I have to tread carefully. I have to speak in a whisper. Oh you, veteran crime reporter, you grave old usher, you once popular policeman, now in solitary confinement after gracing that school crossing for years, you wretched emeritus read to by a boy! It would never do, would it, to have you fellows fall madly in love with my Lolita! had I been a painter, had the management of The Enchanted Hunters lost its mind one summer day and commissioned me to redecorate their dining room with murals of my own making, this is what I might have thought up, let me list some fragments:
There would have been a lake. There would have been an arbor in flame-flower. There would have been nature studies, a tiger pursuing a bird of paradise, a choking snake sheathing whole the flayed trunk of a shoat. There would have been a sultan, his face expressing great agony (belied, as it were, by his molding caress), helping a callipygean slave child to climb a column of onyx. There would have been those luminous globules of gonadal glow that travel up the opalescent sides of juke boxes.
Lolita Part I Chapter 30 by Vladmir Navokov in its entirety, one example where the most obscene was described without a word of profanity, where innuendos relies heavily on picturesque imagination rather than simple cerebral semantics, where Humbert’s paedophelia looms large behind his grandiosely paradisiacal depictions of an Enchanted Hunter’s mural.
Granted, the position of this chapter with respect to the whole book is also crucial, so go read the original.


■ **What the exercise asks**:
Everything from the line holding "What do you see at coordinates (360, 75)" through the last line of the data, and nothing else, should be retyped exactly, with no pictures.

───── Dataset records

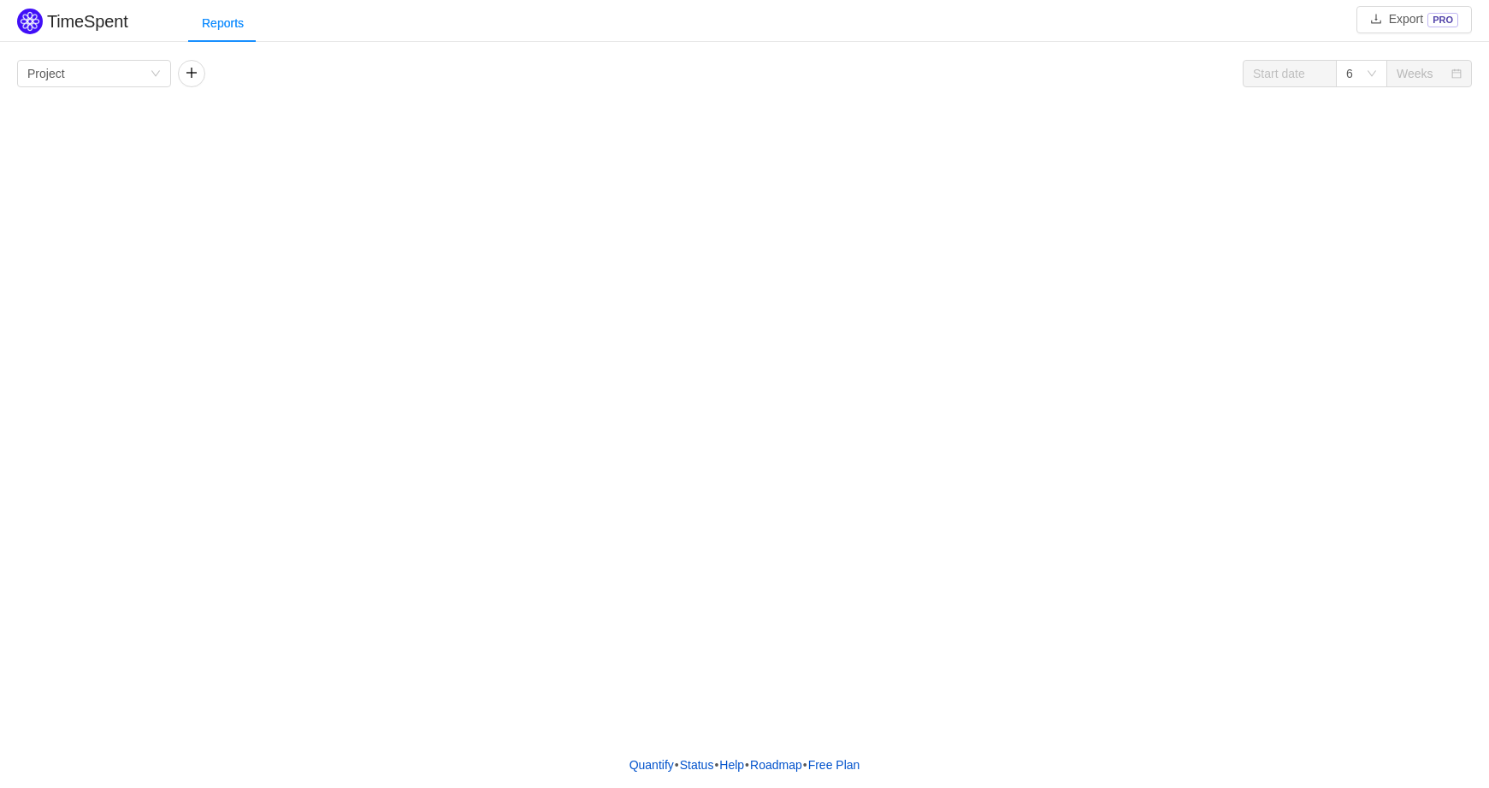  What do you see at coordinates (731, 765) in the screenshot?
I see `a: Help` at bounding box center [731, 765].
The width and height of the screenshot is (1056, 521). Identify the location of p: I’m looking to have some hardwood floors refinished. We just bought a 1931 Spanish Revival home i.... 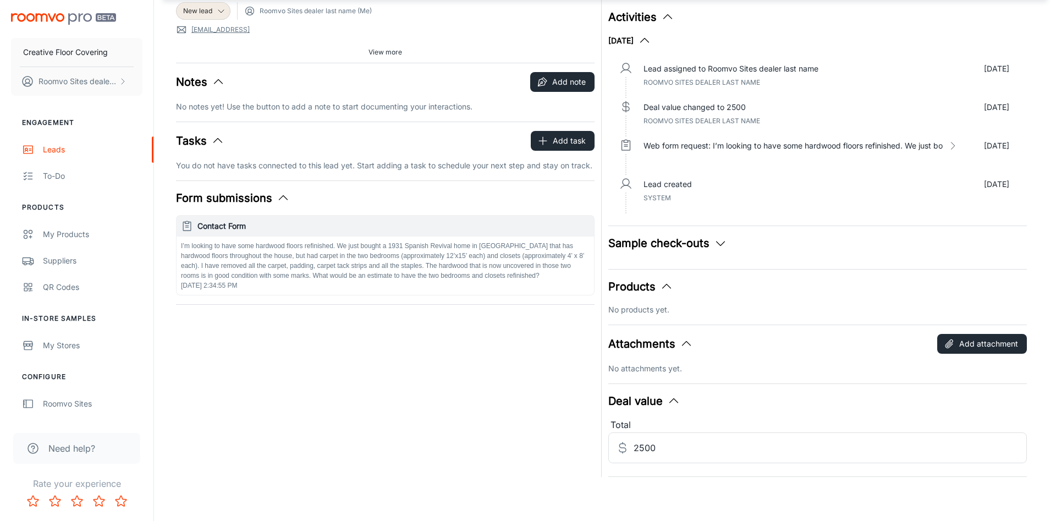
(385, 261).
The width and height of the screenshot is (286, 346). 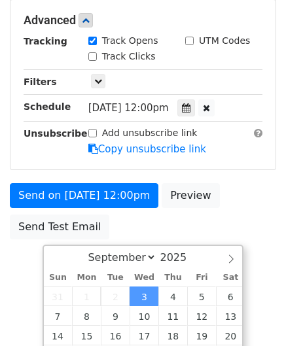 I want to click on label: Add unsubscribe link, so click(x=150, y=133).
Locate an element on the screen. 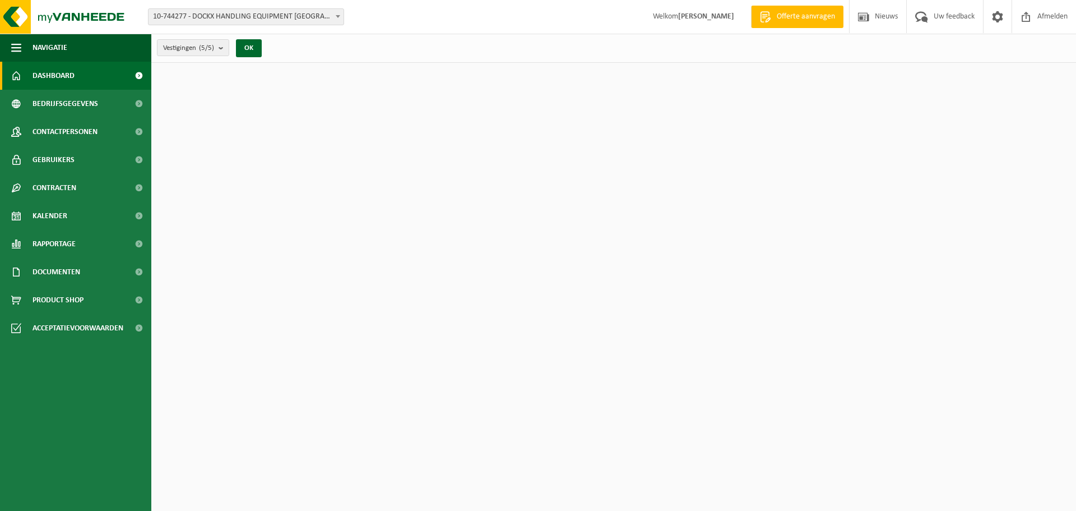 The width and height of the screenshot is (1076, 511). button: Vestigingen(5/5) is located at coordinates (193, 48).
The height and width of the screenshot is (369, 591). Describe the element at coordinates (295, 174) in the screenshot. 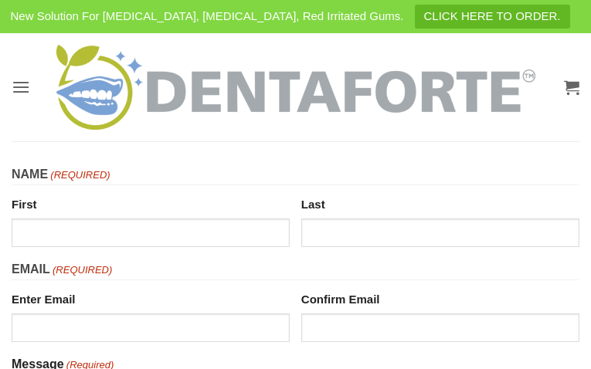

I see `legend: Name` at that location.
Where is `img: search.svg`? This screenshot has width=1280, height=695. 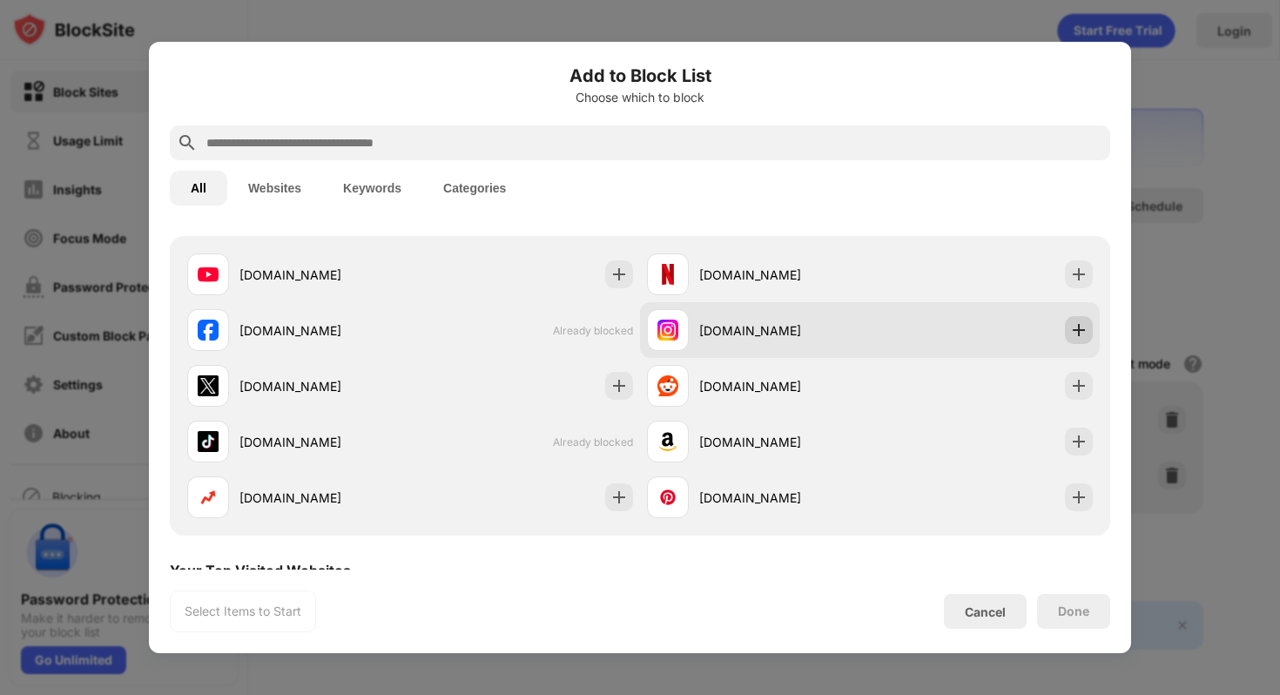
img: search.svg is located at coordinates (187, 143).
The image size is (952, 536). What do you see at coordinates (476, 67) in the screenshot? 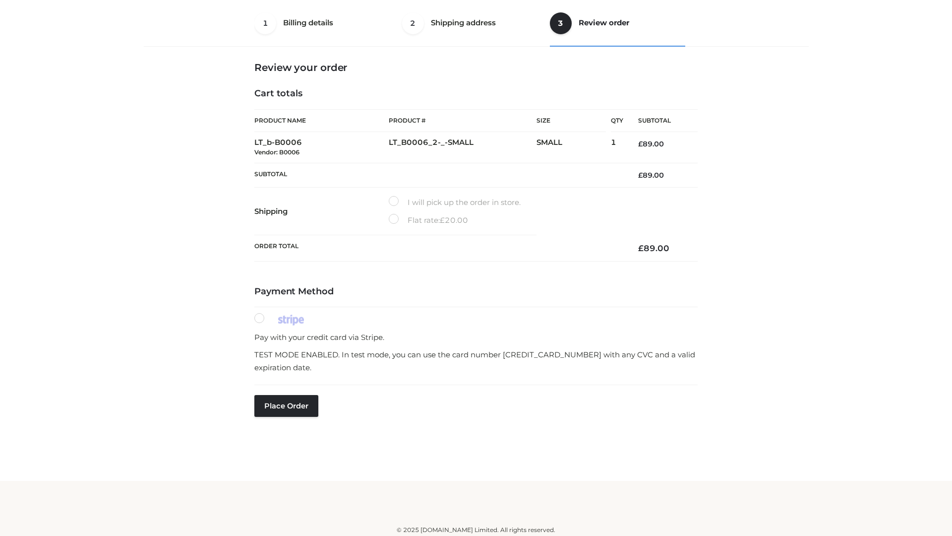
I see `h3: Review your order` at bounding box center [476, 67].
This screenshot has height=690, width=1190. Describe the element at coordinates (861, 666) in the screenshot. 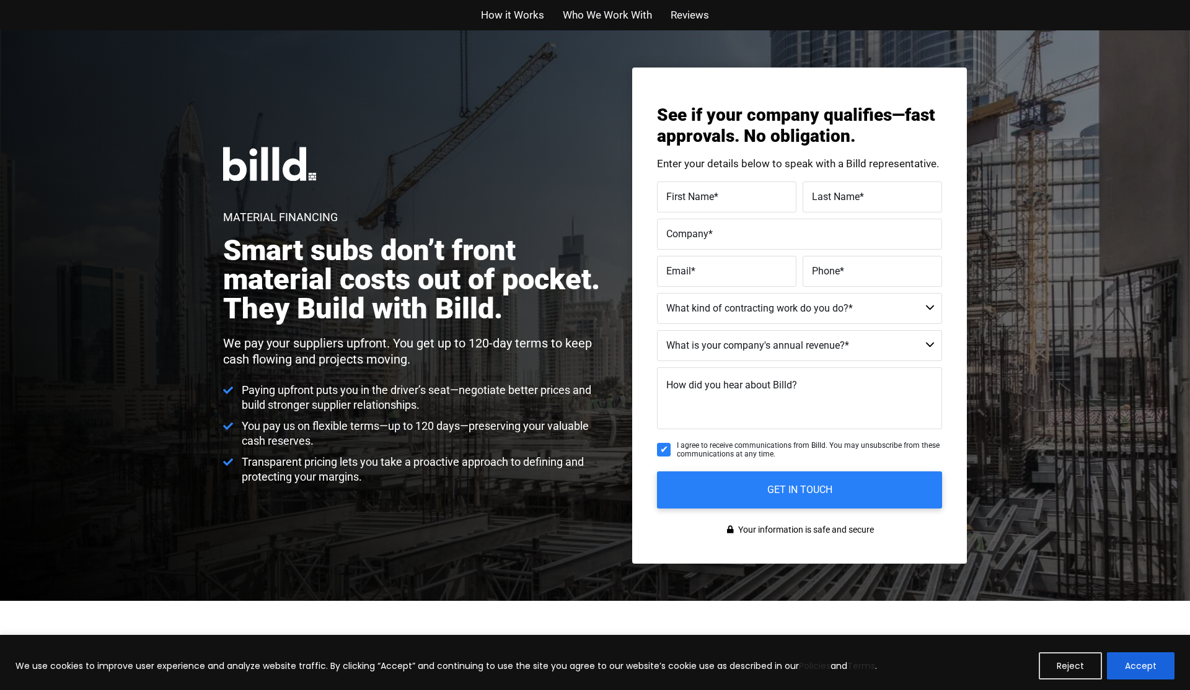

I see `a: Terms` at that location.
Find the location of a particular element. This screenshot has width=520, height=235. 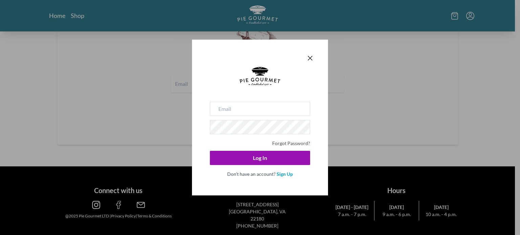

span: Don't have an account? is located at coordinates (251, 174).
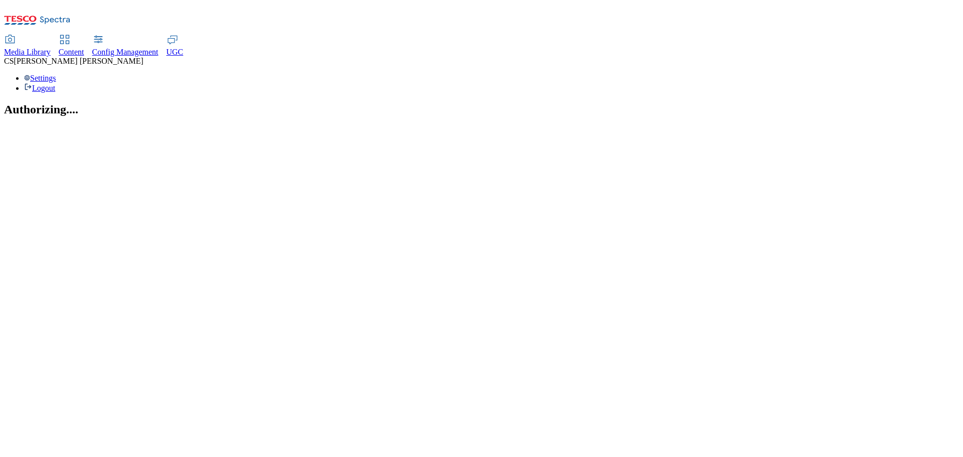 The width and height of the screenshot is (963, 457). I want to click on span: Content, so click(71, 52).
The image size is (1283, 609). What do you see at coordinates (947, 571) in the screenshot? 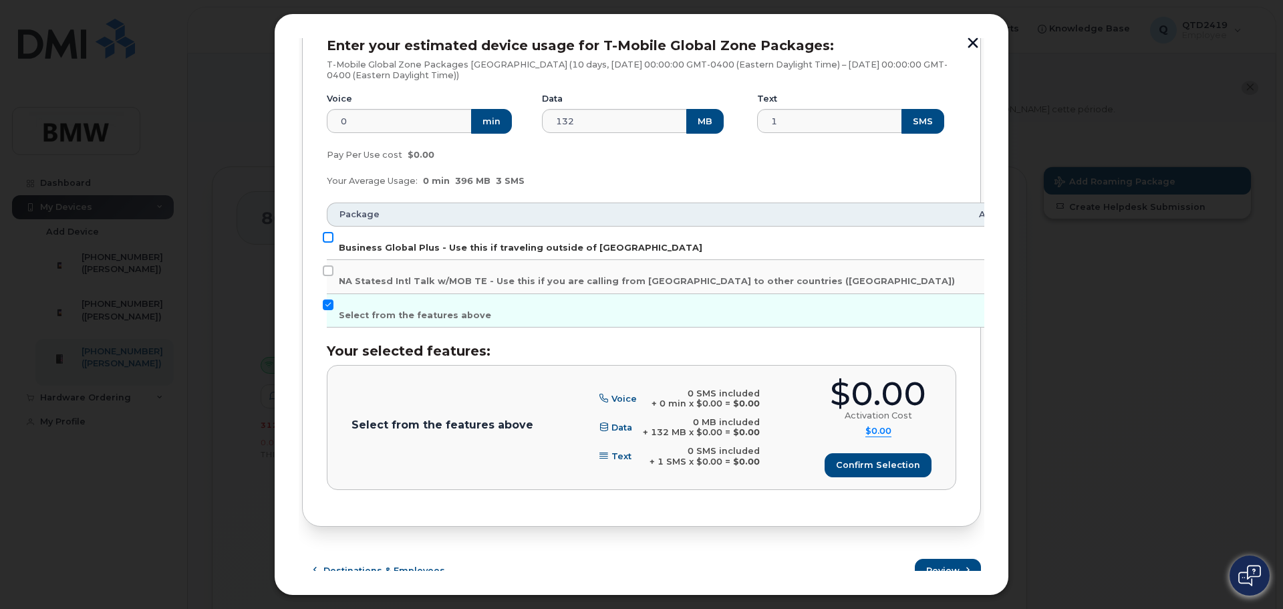
I see `button: Review` at bounding box center [947, 571].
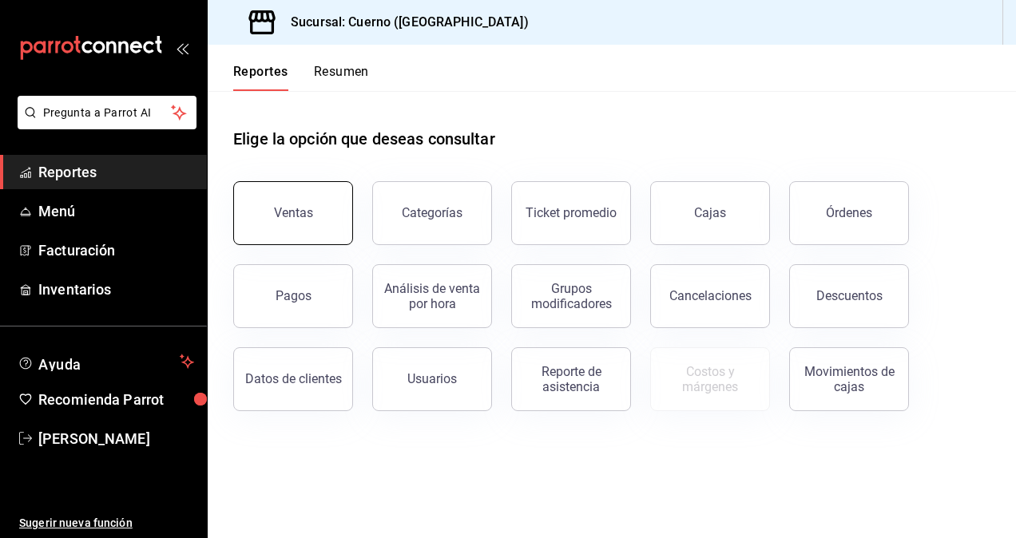 The width and height of the screenshot is (1016, 538). What do you see at coordinates (710, 379) in the screenshot?
I see `button: Contrata inventarios para ver este reporte` at bounding box center [710, 379].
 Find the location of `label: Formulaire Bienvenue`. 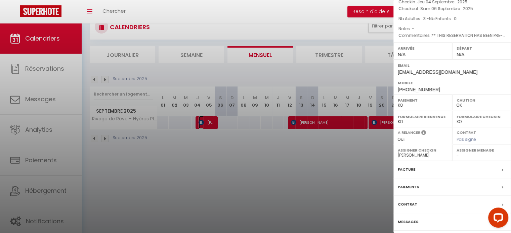

label: Formulaire Bienvenue is located at coordinates (423, 117).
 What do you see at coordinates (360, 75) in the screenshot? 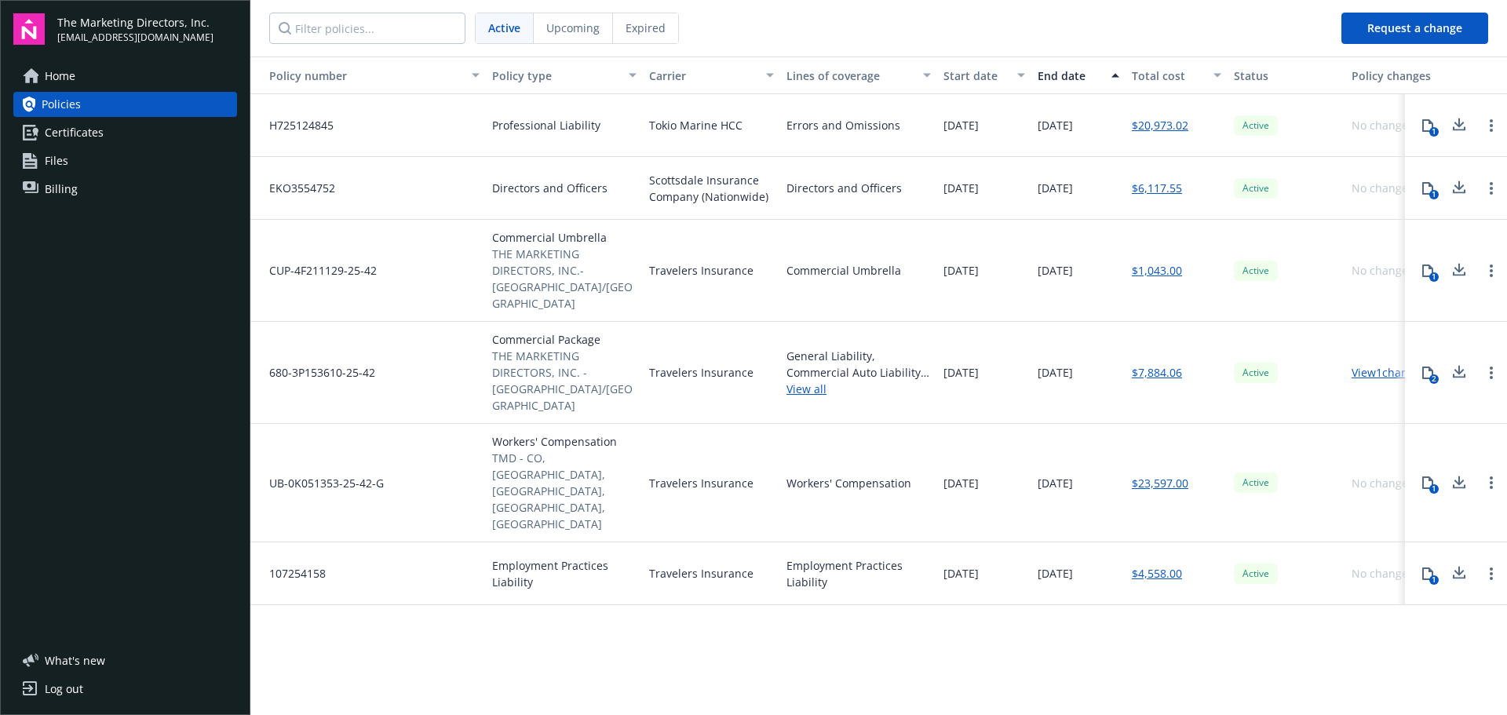
I see `div: Toggle SortBy` at bounding box center [360, 75].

──────────

■ **Written response**:
 What do you see at coordinates (360, 75) in the screenshot? 
I see `div: Toggle SortBy` at bounding box center [360, 75].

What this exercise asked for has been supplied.